Rubio’s office said he will travel to Mexico and Ecuador on Sept. 2-4. The purpose is to “advance key U.S. priorities (including) swift and decisive actions to dismantle cartels, halt fentanyl trafficking, (and) end illegal immigration,” among others.
This is the fourth trip Rubio will make to Latin America. A brief statement from his office emphasizes the administration’s commitment to protect U.S. borders, neutralize narco-terrorist threats and foster a broader sharing of the burden in the hemisphere.
The visit comes less than a month after The New York Times reported President Trump signed a secret directive to the Pentagon to use military force against drug cartels in Latin America.
On Friday, Mexican President Claudia Sheinbaum said the new binational security framework does not include U.S. boots on the ground in Mexico.
“They asked to include issues that for us were not acceptable, and we also wanted to add topics that were considered should not be in this document.

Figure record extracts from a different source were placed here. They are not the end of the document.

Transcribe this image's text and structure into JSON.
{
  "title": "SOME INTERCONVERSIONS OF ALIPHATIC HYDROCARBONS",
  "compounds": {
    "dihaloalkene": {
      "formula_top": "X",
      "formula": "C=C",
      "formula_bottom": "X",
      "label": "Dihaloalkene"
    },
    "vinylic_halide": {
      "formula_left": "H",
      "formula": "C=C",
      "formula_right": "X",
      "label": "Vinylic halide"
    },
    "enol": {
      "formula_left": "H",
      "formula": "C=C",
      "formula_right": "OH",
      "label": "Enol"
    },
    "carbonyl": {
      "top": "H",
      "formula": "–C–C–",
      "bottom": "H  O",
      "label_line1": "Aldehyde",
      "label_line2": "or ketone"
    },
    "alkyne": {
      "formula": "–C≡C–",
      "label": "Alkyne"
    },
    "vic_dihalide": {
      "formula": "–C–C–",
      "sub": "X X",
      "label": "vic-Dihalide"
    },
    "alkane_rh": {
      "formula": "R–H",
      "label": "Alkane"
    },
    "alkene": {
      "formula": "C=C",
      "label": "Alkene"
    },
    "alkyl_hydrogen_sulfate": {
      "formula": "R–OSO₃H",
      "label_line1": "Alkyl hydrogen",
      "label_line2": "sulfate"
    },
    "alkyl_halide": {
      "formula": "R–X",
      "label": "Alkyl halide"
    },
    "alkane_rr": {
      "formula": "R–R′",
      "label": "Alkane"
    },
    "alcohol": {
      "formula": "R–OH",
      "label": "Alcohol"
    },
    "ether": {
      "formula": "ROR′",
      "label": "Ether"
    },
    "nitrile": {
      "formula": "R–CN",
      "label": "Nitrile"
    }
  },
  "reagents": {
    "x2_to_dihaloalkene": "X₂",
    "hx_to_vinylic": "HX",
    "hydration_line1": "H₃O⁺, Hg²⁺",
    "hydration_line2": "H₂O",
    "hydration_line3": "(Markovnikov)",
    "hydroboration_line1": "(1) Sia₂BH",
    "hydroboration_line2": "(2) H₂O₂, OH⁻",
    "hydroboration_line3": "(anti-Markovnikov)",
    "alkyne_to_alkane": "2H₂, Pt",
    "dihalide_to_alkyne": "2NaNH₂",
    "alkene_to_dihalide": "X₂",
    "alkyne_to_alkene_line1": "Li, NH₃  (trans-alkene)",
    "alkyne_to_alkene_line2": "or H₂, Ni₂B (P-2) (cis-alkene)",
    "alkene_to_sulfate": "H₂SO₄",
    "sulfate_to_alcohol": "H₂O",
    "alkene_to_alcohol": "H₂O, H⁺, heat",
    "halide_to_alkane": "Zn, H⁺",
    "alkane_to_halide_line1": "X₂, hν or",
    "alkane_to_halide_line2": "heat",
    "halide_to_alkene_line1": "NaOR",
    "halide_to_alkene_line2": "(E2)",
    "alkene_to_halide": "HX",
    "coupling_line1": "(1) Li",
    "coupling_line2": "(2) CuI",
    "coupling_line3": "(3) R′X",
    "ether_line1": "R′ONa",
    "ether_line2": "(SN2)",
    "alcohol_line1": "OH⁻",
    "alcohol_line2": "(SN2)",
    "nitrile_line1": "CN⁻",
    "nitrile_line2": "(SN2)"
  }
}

The agreement we achieved is very good,” Sheinbaum said at a news conference Friday broadcast on social media.
She admitted Trump has insisted on offering U.S. troops to help Mexico put out of business the cartels that have flooded American communities with fentanyl and other illicit drugs for decades.
“They offered more intervention in our country, and we said no,” Sheinbaum said. “We will never sign something that from our perspective violates our sovereignty or our territory. Never. They might have the intent to do it, but we said no, not under that scheme.”
Details about the new Work Program on Security and Law Enforcement are pending.
Law enforcement experts such as retired U.S. Border Patrol Sector Chief Victor M. Manjarrez Jr. says Sheinbaum is walking a fine line between increasing cooperation with the Trump administration and not appearing to her countrymen as if she is doing America’s bidding.
She has already green-lighted the incursion of U.S. spy drones off the Pacific Coast near the bastions of the Sinaloa cartel and, more recently, in areas near Mexico City. A group of Green Berets arrived in the southern state of Chiapas last February to train Mexican marine infantry special operations groups.
Manjarrez emphasizes the posters pose as much of a public safety risk if not more to Mexican residents than they do to Americans who overdose with drugs like fentanyl and die.
Mexico experienced more than 30,000 violent homicides last year, most attributed to organized criminal activity.